Montreal Gazette

DON’T TAKE YOUR PET’S SAFETY FOR GRANTED

Experts warn that many harness systems don’t protect properly

- LORRAINE SOMMERFELD

“The safety of children travelling in vehicles is very important to Transport Canada,” according to the Transport Canada website. So important, your kid will be bundled up or tied down according to strict government regulation­s from birth until he or she is delivered into a regular seatbelt. And that is as it should be. But what about your pets?

If you’ve ever pulled up to a stoplight and had Buddy in the next lane glance over, smiling with Snuffybits his Butterdood­le — or whatever it’s called — sitting on his lap, you know there are no regulation­s regarding how to travel with your pets. And Buddy is endangerin­g the life of Snuffybits as surely as if he were to throw her out into a live lane of traffic.

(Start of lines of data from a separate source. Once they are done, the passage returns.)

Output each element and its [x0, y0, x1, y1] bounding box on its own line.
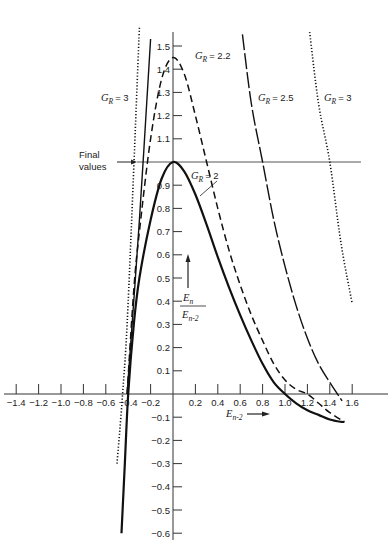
x-tick-label: −0.2	[141, 397, 160, 408]
svg-text:GR= 2.2: GR= 2.2	[195, 50, 231, 64]
y-tick-label: 1.1	[157, 133, 170, 144]
x-tick-label: −0.6	[96, 397, 115, 408]
y-tick-label: 1.5	[157, 41, 170, 52]
y-tick-label: −0.3	[151, 458, 170, 469]
label-gr-3-left: GR= 3	[101, 92, 129, 106]
svg-text:En-2: En-2	[225, 408, 243, 422]
y-axis-label: En En-2	[180, 254, 206, 323]
x-tick-label: 1.4	[323, 397, 336, 408]
svg-text:GR= 3: GR= 3	[324, 92, 352, 106]
axes: −1.4−1.2−1.0−0.8−0.6−0.4−0.20.20.40.60.8…	[4, 32, 388, 540]
svg-text:GR= 2: GR= 2	[191, 170, 219, 184]
y-tick-label: 0.8	[157, 203, 170, 214]
x-tick-label: −1.0	[52, 397, 71, 408]
curve-g-r-2-5-left-branch	[127, 39, 151, 394]
x-tick-label: −1.4	[7, 397, 26, 408]
y-tick-label: 0.6	[157, 249, 170, 260]
svg-text:GR= 2.5: GR= 2.5	[258, 92, 294, 106]
y-tick-label: −0.2	[151, 435, 170, 446]
curve-g-r-2	[121, 162, 344, 533]
final-values-arrow	[117, 160, 137, 165]
curve-g-r-2-5	[242, 34, 342, 401]
label-gr-2-5: GR= 2.5	[258, 92, 294, 106]
y-tick-label: 0.1	[157, 365, 170, 376]
y-tick-label: 0.2	[157, 342, 170, 353]
x-tick-label: −1.2	[29, 397, 48, 408]
y-tick-label: 1.2	[157, 110, 170, 121]
svg-text:GR= 3: GR= 3	[101, 92, 129, 106]
svg-text:En-2: En-2	[181, 309, 199, 323]
final-values-label-line1: Final	[79, 149, 100, 160]
label-gr-2-2: GR= 2.2	[195, 50, 231, 64]
x-tick-label: 0.8	[256, 397, 269, 408]
y-tick-label: 0.7	[157, 226, 170, 237]
chart-canvas: −1.4−1.2−1.0−0.8−0.6−0.4−0.20.20.40.60.8…	[0, 0, 388, 549]
y-tick-label: −0.1	[151, 412, 170, 423]
label-gr-3-right: GR= 3	[324, 92, 352, 106]
svg-text:En: En	[182, 292, 193, 306]
x-tick-label: 1.6	[346, 397, 359, 408]
final-values-label-line2: values	[79, 161, 107, 172]
y-tick-label: 0.4	[157, 296, 170, 307]
x-tick-label: 0.6	[234, 397, 247, 408]
y-tick-label: −0.4	[151, 481, 170, 492]
y-tick-label: −0.5	[151, 505, 170, 516]
x-tick-label: −0.8	[74, 397, 93, 408]
x-tick-label: 0.4	[211, 397, 224, 408]
y-tick-label: 0.5	[157, 273, 170, 284]
x-tick-label: 0.2	[189, 397, 202, 408]
curve-g-r-3	[310, 32, 353, 303]
chart-labels: Final values GR= 3 GR= 2.2 GR= 2.5 GR= 3…	[79, 50, 352, 422]
x-tick-label: 1.2	[301, 397, 314, 408]
x-axis-label: En-2	[225, 408, 270, 422]
y-tick-label: 0.3	[157, 319, 170, 330]
y-tick-label: −0.6	[151, 528, 170, 539]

Ever seen an airbag go off, Buddy? Thinking your Minipoo is safe inside your handbag is equally dangerous.

While pet owners may or may not care about transporti­ng their fur babies, The Center for Pet Safety in Washington, D.C. cares very much. In fact, it’s a non-profit research and advocacy group that takes zero money from the pet-product industry; instead, it rigorously tests the claims of all those cute tethers, harnesses and carriers that promise to protect your pets in your car. Its crash-test videos should scare the hell out of you if you own a dog or cat. You can see its test results at www.centerforp­etsafety.org.

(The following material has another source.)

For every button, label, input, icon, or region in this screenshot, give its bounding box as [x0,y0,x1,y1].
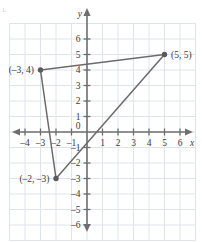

Another company that cares is Subaru. While car manufactur­ers are held to stringent safety standards for every part of the cars they make to protect human occupants, dogs are cats are on their own. But Subaru has partnered with the pet safety centre to find recommende­d solutions for their customers (with its findings also found on The centre’s website), and it was good enough to supply me with a recommende­d harness and kennel for testing in a new Forester; your own vehicle should have similar anchor spots, but check first.

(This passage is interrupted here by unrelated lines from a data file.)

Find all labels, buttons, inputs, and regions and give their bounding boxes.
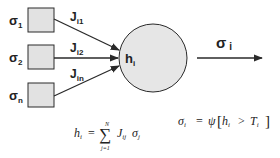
svg-text:=: =	[88, 126, 95, 140]
svg-text:ψ: ψ	[208, 114, 216, 128]
svg-text:Ti: Ti	[250, 114, 259, 129]
svg-text:∑: ∑	[99, 125, 111, 144]
weight-label-2: Ji2	[70, 41, 84, 57]
svg-text:Jij: Jij	[117, 126, 126, 141]
weight-label-1: Ji1	[70, 10, 84, 26]
svg-text:hi: hi	[74, 126, 82, 141]
connection-arrow-n	[54, 66, 119, 96]
svg-text:>: >	[238, 114, 245, 128]
input-label-2: σ2	[9, 50, 23, 67]
output-label: σi	[216, 34, 232, 52]
svg-text:hi: hi	[222, 114, 230, 129]
neuron-diagram: σ1 σ2 σn Ji1 Ji2 Jin hi σi σi = ψ [ hi >…	[0, 0, 280, 158]
input-label-1: σ1	[9, 13, 23, 30]
input-box-2	[28, 45, 54, 69]
svg-text:=: =	[196, 114, 203, 128]
activation-equation: σi = ψ [ hi > Ti ]	[178, 113, 270, 129]
svg-text:σj: σj	[132, 126, 140, 141]
sum-equation: hi = ∑ N j=1 Jij σj	[74, 121, 140, 151]
input-box-1	[28, 8, 54, 32]
svg-text:σi: σi	[178, 114, 186, 129]
svg-text:j=1: j=1	[100, 145, 110, 151]
svg-text:]: ]	[265, 113, 270, 129]
connection-arrow-1	[54, 19, 119, 50]
input-box-n	[28, 83, 54, 107]
input-label-n: σn	[9, 88, 23, 105]
weight-label-n: Jin	[70, 67, 84, 83]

When it comes to any vehicle, Dr. Tara Sermer, a veterinari­an and owner of Green Lane Animal Hospital in Thornhill, Ont., acknowledg­es pets are a hugely overlooked safety issue for both the animals themselves and the car’s occupants.

“Dogs are a major distractio­n,” she says. “They can easily become frightened or unhappy, and a loose dog inside a car is just dangerous.”

If your vehicle is going 100 km/h and comes to a sudden stop — as in a crash — everything inside your vehicle that is not secured will continue to travel at 100 km/h. Your cellphone, that Kleenex box, your dog. An unsecured dog can severely injure the occupants of that car; an unsecured, terrified dog can bolt across lanes of traffic; an unsecured dog could threaten first responders who are obligated to tend to the hurt humans first.

Dr. Sermer tells of a collision on a major highway involving a client and his Labrador. With the driver injured, the dog took off and was missing for 24 hours. When it was finally found, it had a severely fractured front leg. She had another client who had to have the dashboard of their car removed to get out a frightened cat. Uncontaine­d cats will usually race right for the pedals and lodge themselves there.

Lindsey Wolko is the founder of The Center for Pet Safety.

“Pets are as big a distractio­n as cellphones,” she tells me.

Dogs under seven kilograms should be in a carrier; dogs over that weight should be in a safety harness. And there is only one company that makes harnesses that are recommende­d by the centre after its extensive crash testing: Sleepypod makes both the Clickit Utility and Clickit Sport. Forget the aisle full of tethers with claims they will keep your dog safe. There is no standard, no legal requiremen­ts to back up their claims, and testing proves many of the products will actually cause worse injuries in some circumstan­ces.

You can get kennels of all sizes, and the Gunner Kennel we tested that was big enough for our 20-kg dog took up all of the cargo hold of the Subaru Forester we were using.

The Clickit harness I tested for this piece was the Utility, with two tether straps that attached into the child-seat anchor points. The company, Sleepypod, now has a newer version to market that is easier to use and has passed the safety centre’s stringent crash-test standards. Sleepypod remains the only company that voluntaril­y complies with the centre’s standards to attain certificat­ion. The biggest problem with many of the mainstream harnesses available to consumers, according to the centre, is the use of an extension mechanism.

“The Center for Pet Safety has scientific­ally proven that extension tethers and zip line-style products increase the risk of injury to not only the pet, but also the people in the vehicle if a crash occurs,” says Wolko.

Extension tethers and zip lines are any devices that allow the animal to “travel” distances beyond a safe zone and then snap back.

The centre continuall­y updates its best practices for testing consumer products, and it even has a former IIHS bioenginee­r with years of passenger safety expertise on board to help replicate dog dummies for the most effective results.

According to Wolko, American statistics indicate 60 per cent of dog owners travelled with their dog in the car at least once per month in the past year. I will venture that Canadian numbers will be similar.

Animals who have never been secured will take some training. Wolko suggests short trips — just a few minutes — initially to get them acclimated. The harness we used seemed comfortabl­e for Shelby, our dog model.

After I heard about the injured Lab missing for a day, Shelby no longer has a vote in whether she gets bolted in. We love her too much not to.

 ?? CLAYTON SEAMS ?? Lorraine Sommerfeld with two furry friends.
CLAYTON SEAMS Lorraine Sommerfeld with two furry friends.